Some of the Indian brands to be showcased at the fair, considered the single most important event in the world wine calendar, are Marquise De Pompadour, Tiger Hill, Indage Reserve, Chantilli, Riviera, Ivy and Omar Khayyam.
    
The brands are produced mainly in Maharashtra, by Champagne Indage, which enjoys 75 per cent of market share in India.
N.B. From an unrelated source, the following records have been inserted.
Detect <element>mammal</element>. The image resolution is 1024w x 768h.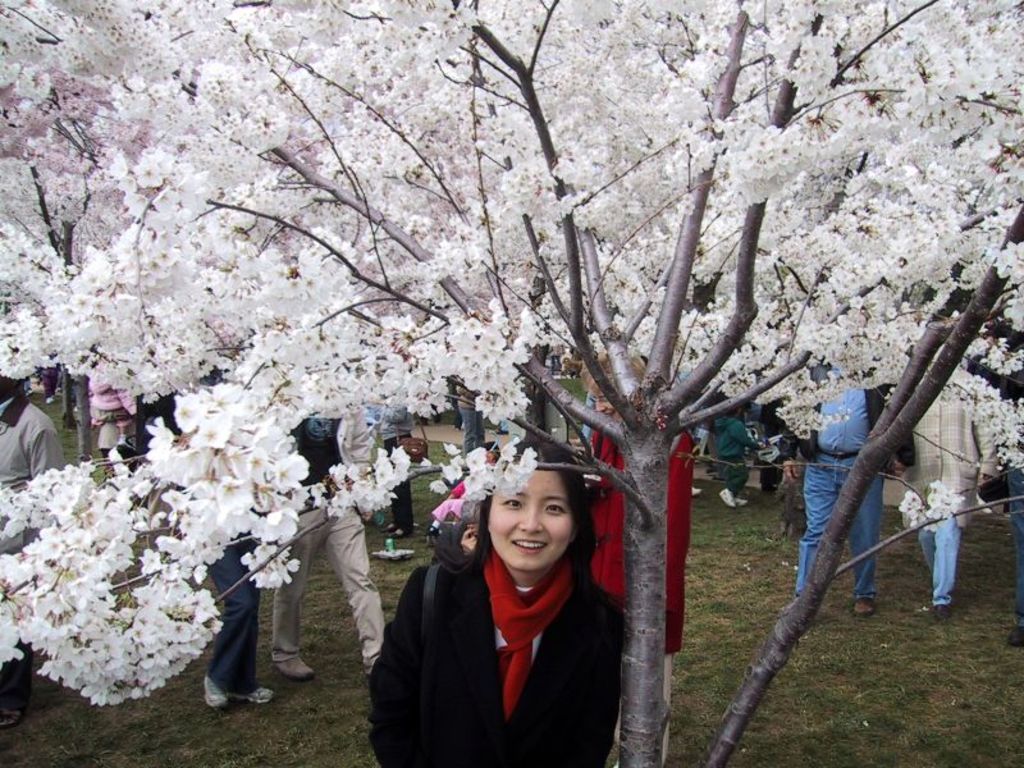
456 383 486 454.
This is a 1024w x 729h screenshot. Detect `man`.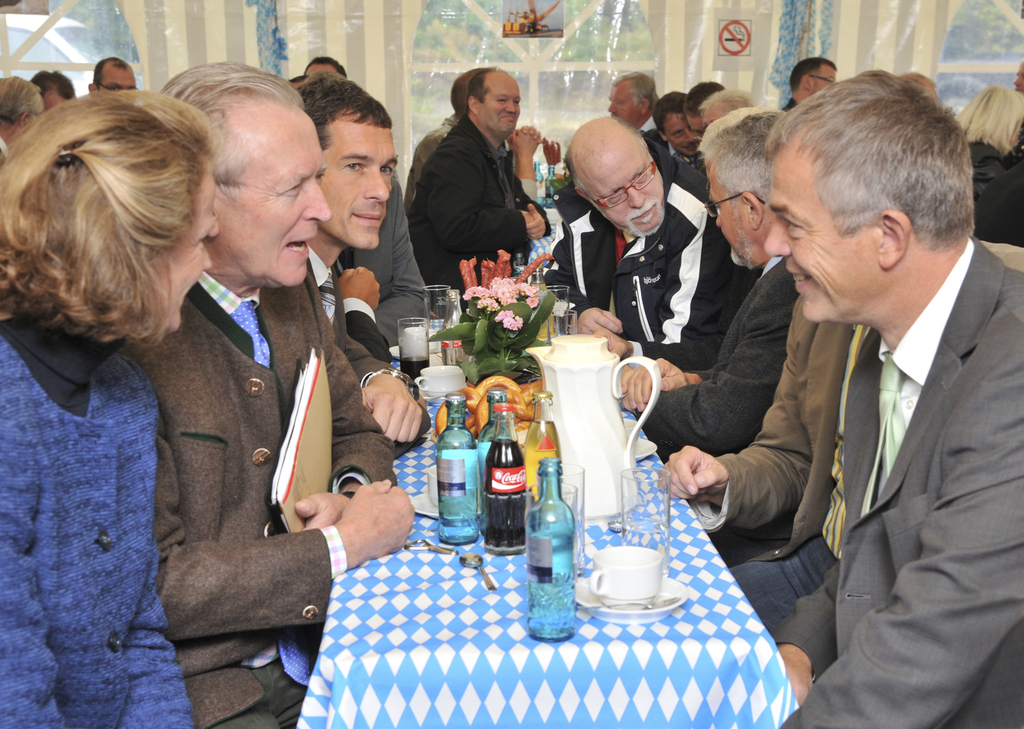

It also exports wine to 69 countries, as per the firm.
     
The company's Managing Director Ranjit S Chougule said: "We are looking forward to showcasing our brands in the LIWF. The event will provide us with a global platform to not only exhibit our wines, but also help us position India as one of the prominent wine producing countries on the global map".
    
LIFW brings together importers, merchants, producers, agents, restaurateurs, wholesalers, sommeliers, and wine makers from across the globe under one roof.
    
The event offers visitors an opportunity to meet with over 1,300 exhibitors from every major wine producing country and taste their wines.
    
In an analysis of the state of the wine industry in the next 50 years, titled 'The Future of Wine', leading wine merchants Berry Brothers and Rudd said ambitious Indians turning to fine wine as a mark of social standing will drive Indias wine industry to new heights.
     
Alun Griffiths, a contributor to the report, said: "India has the potential to embrace wine in a big way and the economic muscle to dictate to producers what style of wine they should be making."
    
The report said the Indian wine industry was currently in its infancy, but technology exchange in winemaking and viticulture from Europe and Australia meant India was likely to challenge the supremacy of traditional wine-making nations.
    
It said the market for wine in India was growing at over 25 per cent per year. If the increasing number of vineyards planted in parts of western and southern India were any indication, India will soon be taken seriously as a fine wine-growing nation, the report said.
    
According to Jonathan Ray, Wine Editor of the Daily Telegraph said: "By 2058 it will be quicker to count those countries that don't make wine than to count those that do. India will have embraced the grape, foreign know-how having identified the best sites for both bulk and single estate wines".
    
Traditionally, France has led the way (in both performance and price) when it comes to high-end, premium vintages, but the report said stiff competition from around the world could soon see the fine wine league table turned on its head.